Barbara Ehrenreich is a journalist who wrote "Nickel and Dimed". She felt hidden and working six to seven dollars in an hour. She often departs to explore the experience of the minimum wage workers. Ehrenreich travels to Florida, Maine, and Minnesota and looks for places and places to work with a minimum wage. At one point, she had to do two things to earn a living. When she did all this work she found many problems in the social world. What she experienced was not the situation she frequently encountered.

"Inequality of automation" is comparable to "Evicted" of "Nickel and Dimed" or Matthew Desmond of Barbara Ehrenreich. It is strictly studied, very accessible and completely disgraceful. There are lots of important books that touch technology costs and results through case studies and reasonable logic, but this book is the first book I have ever read and will guide you to the world of algorithmic decision-making really I will give it. Inequality is like a good ethnographic magazine. I do not know how Eubanks chose her title, but one of the subtle things she chose was (inadvertently) providing a wonderful background for artificial intelligence. Eubanks does not regard AI as "artificial intelligence", but effectively establishes the way we should think that artificial intelligence usually means "automation of practical inequality".

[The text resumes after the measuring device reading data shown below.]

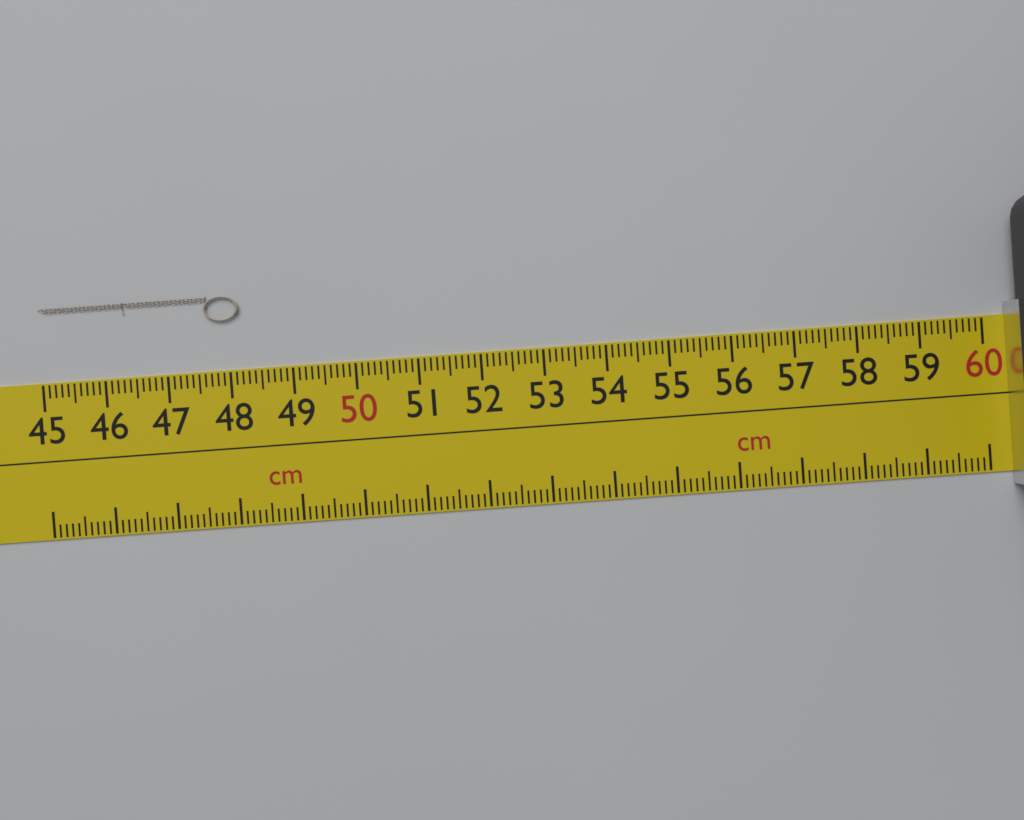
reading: 48.2 cm
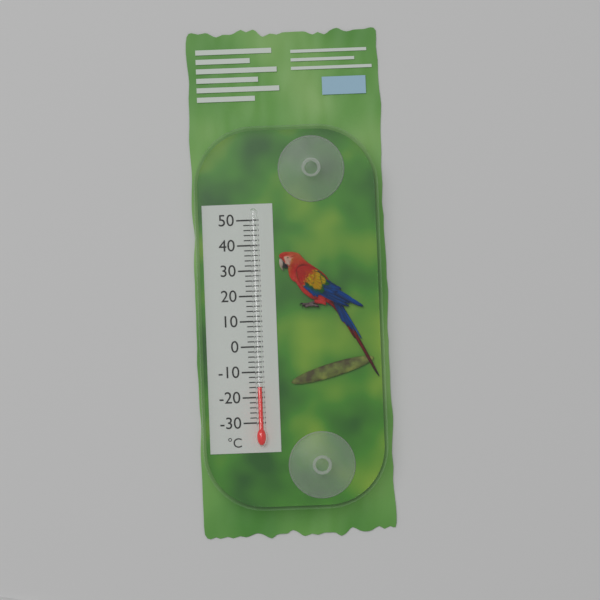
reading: -16 °C
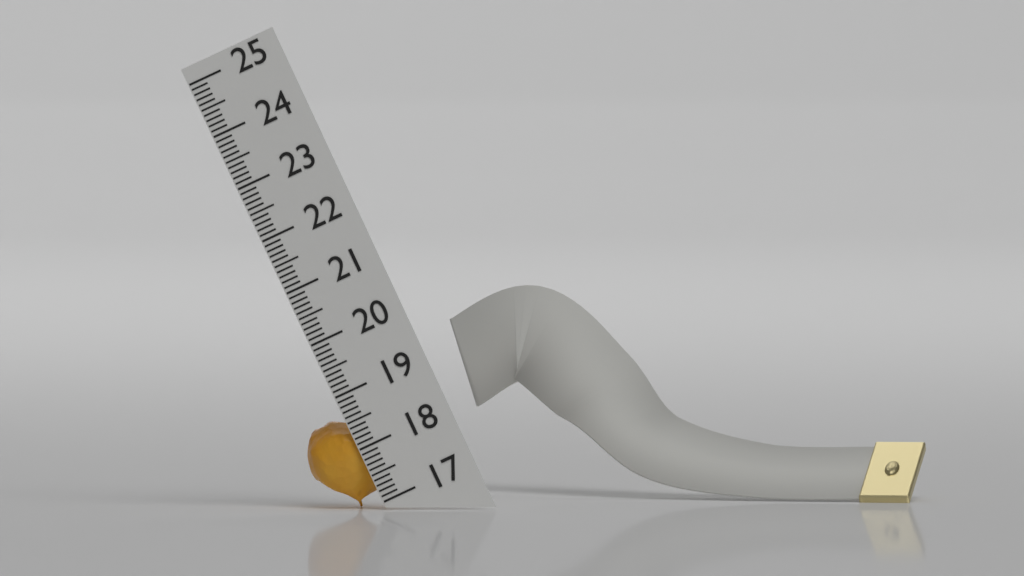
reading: 18.6 (no unit)
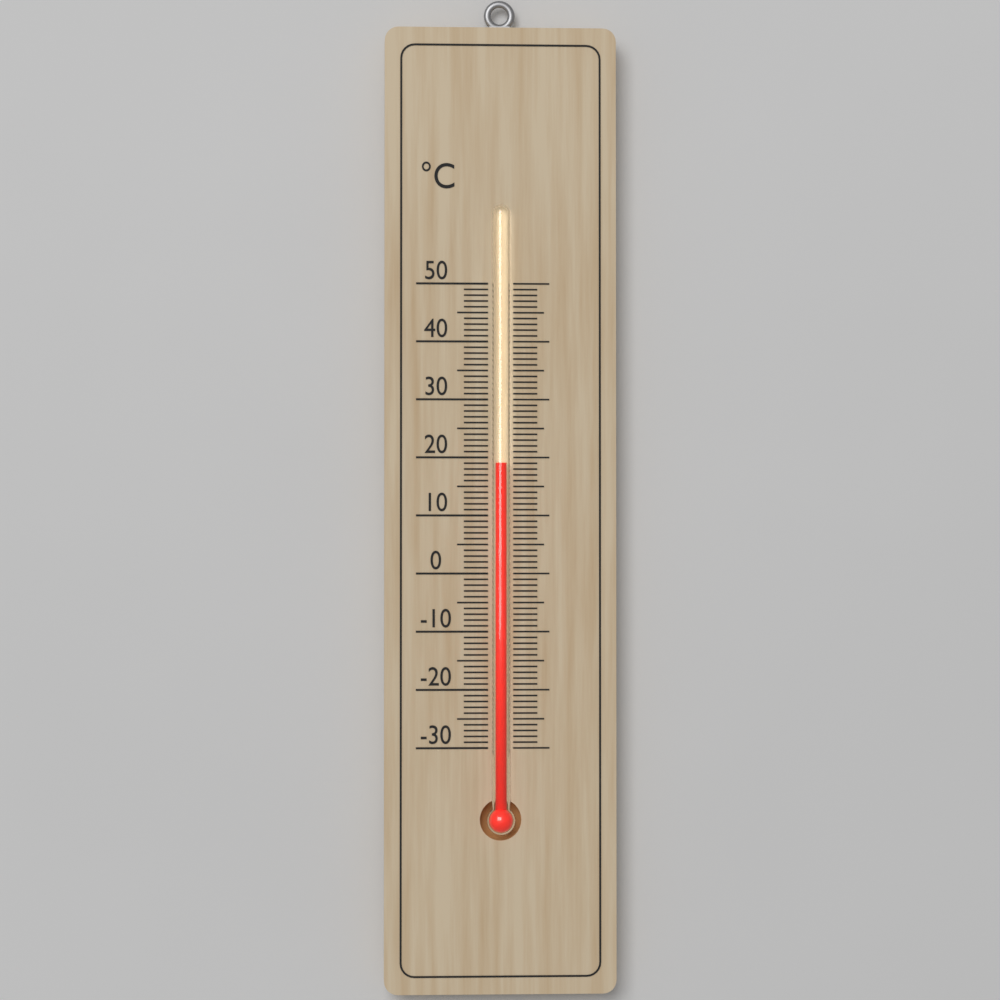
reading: 19 °C
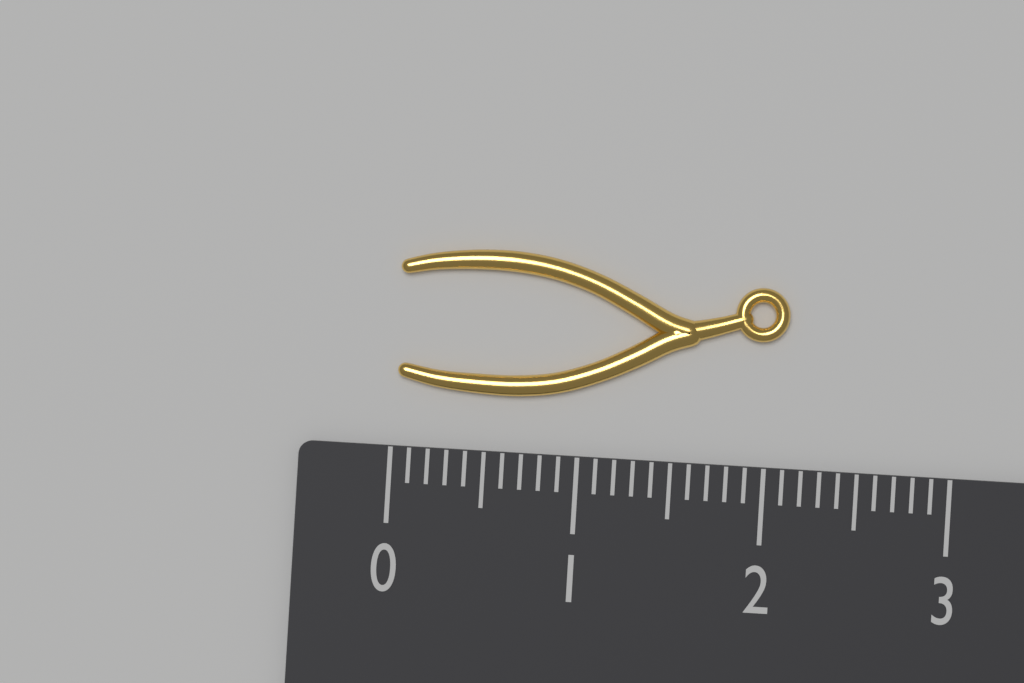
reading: 2.1 (no unit)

My my reading this summer for the second year is Dimed from nickel and Barbara Ehrenreich. If you have not seen it yet, it is totally Billfoldy; Ehrenreich works in food service, cleaning and retailing, and anyone who does full-time jobs pay for rent, food and food Transportation expenses that can earn enough money (spoilers warned, the theory failed.In addition, the economy was theoretically "good" in 1998 she did all this.) Ehrenreich said in 2002 I was asked to give a lecture at Miami University speech. It is not certain whether everyone will say that Ehrenreich will end the speech, invite all of us to the management building, and support Miami workers who do not earn a living wage, but this has happened.